Someday, we will all look back and reflect on how significant it was that we lived through the death of the American newspaper industry. Right now, however, it is pretty traumatic for those of us who grew up with a lifelong love/hate relationship with our various local and metro newspapers.
On the one hand, we can’t help but feel like they are are getting exactly what they deserved. On the other, it will be a very sad day when we walk up to the newsstand or vending box and see it empty, as it will remain from that day forward.
Aside from the human pain of thousands of people losing their jobs in the newspaper industry as it slow-motion implodes before our eyes, there are the very real implications for our society and the milestone this represents for our post-development culture. Regarding the former, we have to ask the question, “Who will be watching those in power since the newspapers won’t be around to do so?” “The TV news” is not a viable answer. For the latter, we must ponder the ramifications and implications in this fundamental shift in how people acquire, view and consume information says much about our state of development.

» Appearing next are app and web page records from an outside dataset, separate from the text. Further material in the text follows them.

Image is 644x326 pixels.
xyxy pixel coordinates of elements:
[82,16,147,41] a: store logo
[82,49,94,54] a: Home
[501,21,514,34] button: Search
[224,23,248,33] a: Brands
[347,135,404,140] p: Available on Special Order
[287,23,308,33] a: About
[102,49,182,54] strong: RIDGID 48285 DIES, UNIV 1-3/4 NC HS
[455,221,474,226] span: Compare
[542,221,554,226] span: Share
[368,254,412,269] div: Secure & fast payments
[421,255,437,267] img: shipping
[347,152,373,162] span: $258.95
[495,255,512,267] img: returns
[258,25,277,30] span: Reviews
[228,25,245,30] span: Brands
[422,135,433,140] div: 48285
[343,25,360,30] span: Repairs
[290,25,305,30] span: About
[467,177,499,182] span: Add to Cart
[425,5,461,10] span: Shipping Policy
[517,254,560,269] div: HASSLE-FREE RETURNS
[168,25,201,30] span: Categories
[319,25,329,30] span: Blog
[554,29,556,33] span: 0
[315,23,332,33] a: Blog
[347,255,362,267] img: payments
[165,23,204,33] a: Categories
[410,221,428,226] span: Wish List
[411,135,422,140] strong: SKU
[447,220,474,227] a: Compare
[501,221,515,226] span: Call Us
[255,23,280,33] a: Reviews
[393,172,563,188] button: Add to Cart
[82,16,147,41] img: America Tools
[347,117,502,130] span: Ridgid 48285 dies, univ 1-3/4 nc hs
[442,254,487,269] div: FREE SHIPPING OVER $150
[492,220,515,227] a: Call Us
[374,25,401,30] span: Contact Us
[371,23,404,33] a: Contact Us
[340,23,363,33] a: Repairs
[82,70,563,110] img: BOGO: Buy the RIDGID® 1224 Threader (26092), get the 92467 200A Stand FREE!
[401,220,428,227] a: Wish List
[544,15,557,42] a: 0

I write about these issues today because a monumental thing happened this last weekend. For the first time since I’ve been traveling to or living in this area, the major metro daily, the San Diego Union Tribune (UT), has been overshadowed by the “local” newspaper, The North County Times (NCT). While the NCT’s ad space is down, it still looks like a phone book compared to the UT. While the UT has a token one page business section, the NCT, which has never been a major source for business news, still boasts a few pages. Even in national and international coverage, the NCT makes good use of Associated Press and other news wire stories, and now carries more volume of that news than the UT. And, of course, the local coverage: community events, high school sports, etc., the very core of what makes a local paper “local,” still fills the NCT.
And that’s the real story, the lead, the headline. The fundamental unit of news, like politics, is local. Businesses – meaning print publications, online and handheld device information distribution companies and organizations – that provide local news will remain viable, no matter what. Local people will always want to learn about local events and issues affecting them personally. The level of detail required to fully understand what the city is doing about the landslide, the state is doing about unemployment checks or the yards gained by the local high school’s star halfback is fundamentally beyond what a 30 minute television newscast can present.

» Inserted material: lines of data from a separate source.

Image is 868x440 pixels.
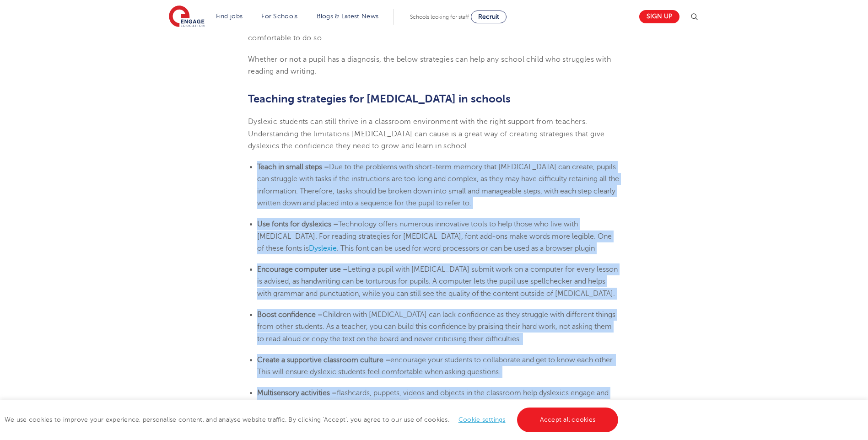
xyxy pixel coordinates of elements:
[478,13,499,20] span: Recruit
[257,220,612,252] span: Technology offers numerous innovative tools to help those who live with [MEDICAL_DATA]. For readi...
[248,92,510,105] b: Teaching strategies for [MEDICAL_DATA] in schools
[410,13,469,20] span: Schools looking for staff
[342,265,348,273] b: –
[639,10,679,23] a: Sign up
[261,13,297,20] a: For Schools
[337,244,595,252] span: . This font can be used for word processors or can be used as a browser plugin
[216,13,243,20] a: Find jobs
[257,265,617,297] span: Letting a pupil with [MEDICAL_DATA] submit work on a computer for every lesson is advised, as han...
[458,416,505,423] a: Cookie settings
[257,220,338,228] b: Use fonts for dyslexics –
[471,11,506,23] a: Recruit
[257,356,614,375] span: encourage your students to collaborate and get to know each other. This will ensure dyslexic stud...
[248,56,610,75] span: Whether or not a pupil has a diagnosis, the below strategies can help any school child who strugg...
[257,265,341,273] b: Encourage computer use
[248,118,605,150] span: Dyslexic students can still thrive in a classroom environment with the right support from teacher...
[169,5,205,29] img: Engage Education
[309,244,337,252] a: Dyslexie
[257,163,329,171] b: Teach in small steps –
[257,389,337,397] b: Multisensory activities –
[257,311,323,319] b: Boost confidence –
[257,389,608,409] span: flashcards, puppets, videos and objects in the classroom help dyslexics engage and learn rather t...
[517,408,618,432] a: Accept all cookies
[257,163,619,207] span: Due to the problems with short-term memory that [MEDICAL_DATA] can create, pupils can struggle wi...
[4,416,620,423] span: We use cookies to improve your experience, personalise content, and analyse website traffic. By c...
[316,13,378,20] a: Blogs & Latest News
[257,356,390,364] b: Create a supportive classroom culture –
[257,311,616,343] span: Children with [MEDICAL_DATA] can lack confidence as they struggle with different things from othe...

An easy way to think about it is school level information. Communities cluster and aggregate around children and their schools. The largest aggregation is the high school.
Thus, in the new world that lies beyond this milestone on the path of development, the lowest common denominator, the smallest (and perhaps largest) viable unit of news providing organization is at the high school level. If you can deliver news about what is happening at the high school level, then you have a viable news gathering and distribution organization. News and information at that level demand accuracy and relevance. If you don’t know what you are writing or talking about at the high school level, you are quickly and completely discredited. That size of aggregation, that scope of geography, that level of social issues and that granularity of information is now the reality barrier, the truth limit for news and information in our society.
Beyond that scale, above that level, news and information become diluted, colored, tainted, skewed, distorted and irretrievably altered by the bombast=credibility blogosphere and the various agendas of those who control state, regional, national and international media. Unfortunately, in this new era where more people have more access to more information more quickly than at any other time in our species’ history, you really can’t believe anything beyond the weather, the sports scores and high school granularity level news.
The downside is that unless you see it with your own eyes, you have no reliable, fact-based information as to what is happening at any level above what you are likely to personally witness, e.g., a local theatrical production, a city council meeting or a junior high swimming meet. The upside is that the entrepreneurs who realize that an entirely new universe of news and information consolidation, or “roll-up” awaits have an entirely new market opportunity with completely different bounds, rules and limits than their predecessors.
The King is dead. Long live the King.